Another Day, Another Entertaining Mess Of A Robbery



The plan Stan: Ben Stiller, Eddie Murphy, Matthew Broderick and Gabourey Sidibe in Brett Ratner's "Tower Heist". 
Universal
  

by
Omar P.L. Moore/PopcornReel.com        Follow popcornreel on Twitter FOLLOW                                           
Mond
ay, November 7, 2011

How do you get a car from the penthouse to the street without anyone noticing?  You don't.  You just hope for the best, which is what "Tower Heist", a heist comedy caper which opened over the weekend in the U.S. and Canada, seeks to do. 

New York City's wealthiest investor Arthur Shaw (Alan Alda) has an apartment at The Tower (aka Trump International Tower) and soon we find out he's a criminal on the Madoff scale.  Many have been fleeced of their pensions, including the "help" staff who work at The Tower.  Several employees, Josh (Ben Stiller), Odessa (Gabourey Sidibe), Enrique (Michael Peña) and Charlie (Casey Affleck) plot their revenge by stealing from Shaw.  Federal agent Claire Denham (Téa Leoni) is on to Shaw and this motley crew of mischievous marauders.

"Tower Heist", written by Ted Griffin and "Rush Hour" scribe Jeff Nathanson, relies on little more than one's ability to ignore a rather poor screenplay and have a good time laughing it up.  Characters change their spots faster than any leopard would ever dare to, and numerous situations make little sense.  "We don't take tips here at the Tower," several employees say, but that doesn't stop them from trying to take $40 million from the same person who offered the tip. 

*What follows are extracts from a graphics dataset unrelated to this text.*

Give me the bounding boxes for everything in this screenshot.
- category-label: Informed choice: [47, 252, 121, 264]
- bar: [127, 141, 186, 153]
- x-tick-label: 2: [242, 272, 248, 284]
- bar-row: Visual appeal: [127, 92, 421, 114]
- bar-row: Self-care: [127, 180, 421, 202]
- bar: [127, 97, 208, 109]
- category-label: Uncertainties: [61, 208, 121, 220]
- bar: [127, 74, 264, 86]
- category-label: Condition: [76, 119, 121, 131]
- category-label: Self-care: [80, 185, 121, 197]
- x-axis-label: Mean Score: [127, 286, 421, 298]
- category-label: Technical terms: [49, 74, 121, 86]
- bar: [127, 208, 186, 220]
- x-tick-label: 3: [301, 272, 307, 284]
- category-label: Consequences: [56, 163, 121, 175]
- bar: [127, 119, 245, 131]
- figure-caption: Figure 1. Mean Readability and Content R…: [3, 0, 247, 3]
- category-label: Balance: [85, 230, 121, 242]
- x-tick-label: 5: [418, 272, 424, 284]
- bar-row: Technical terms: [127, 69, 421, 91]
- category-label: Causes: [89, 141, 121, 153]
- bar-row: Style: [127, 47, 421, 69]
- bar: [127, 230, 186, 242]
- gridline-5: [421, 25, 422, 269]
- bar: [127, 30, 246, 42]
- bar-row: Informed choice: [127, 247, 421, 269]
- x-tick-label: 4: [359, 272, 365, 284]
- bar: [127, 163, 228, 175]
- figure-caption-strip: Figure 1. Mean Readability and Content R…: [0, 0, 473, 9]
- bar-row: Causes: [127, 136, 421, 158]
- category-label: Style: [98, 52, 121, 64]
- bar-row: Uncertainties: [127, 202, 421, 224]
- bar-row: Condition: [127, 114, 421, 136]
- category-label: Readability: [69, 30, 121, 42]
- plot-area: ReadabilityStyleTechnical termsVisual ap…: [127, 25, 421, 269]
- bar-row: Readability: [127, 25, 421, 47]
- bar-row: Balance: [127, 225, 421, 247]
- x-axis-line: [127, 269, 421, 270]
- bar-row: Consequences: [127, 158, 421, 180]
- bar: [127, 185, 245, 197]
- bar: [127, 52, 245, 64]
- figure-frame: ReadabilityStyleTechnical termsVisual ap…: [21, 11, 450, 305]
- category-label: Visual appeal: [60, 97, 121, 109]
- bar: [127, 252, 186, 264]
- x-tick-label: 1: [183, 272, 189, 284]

Mr. Ratner's film is entertaining to the extent we see Eddie Murphy, raucously funny for about five minutes before the welcome mat is worn, but Mr. Murphy's character Slide is recruited for the foolhardy robbery in the same way Jamie Foxx was for murder in "Horrible Bosses" earlier this year.  "Let's get someone who's great at stealing," says one character.  And what do you know, it's the black man who can!  This bit of racist stereotyping falls flat on its face, and Universal Pictures (which released both "Bosses" and "Tower Heist") has some explaining to do.  (For good though unrelated measure Universal Pictures was also the subject of a racial discrimination lawsuit three or four years ago.)

Other heist comedies have trodden this terrain better and less predictably.  "Quick Change" (1990), a snappy, thrifty New York caper with Bill Murray and Geena Davis directed by Howard Franklin and Mr. Murray, was sharper and more savvy than this boneheaded mess.  It's worth taking another look at that film, which gets less bogged down in minutiae than "Tower Heist" tries to. 

Mr. Stiller and Mr. Murphy look mismatched on the big screen together and often their characters live in different universes.  Mr. Peña, fresh from a jaunt of nasty stereotyping in the deplorable "30 Minutes Or Less", isn't too far removed from that film here.  The racial jokes and jabs and other assorted running jokes just aren't funny. 

"Tower Heist" is a film that needed to be reconnoitered, heisted, overhauled and re-engineered. 

With: Judd Hirsch, Nina Arianda, Marcia Jean Kurtz, Juan Carlos Hernandez.


"Tower Heist" is rated PG-13 by the Motion Picture Association Of America for  language and sexual content.  The film's running time is one hour and 44 minutes.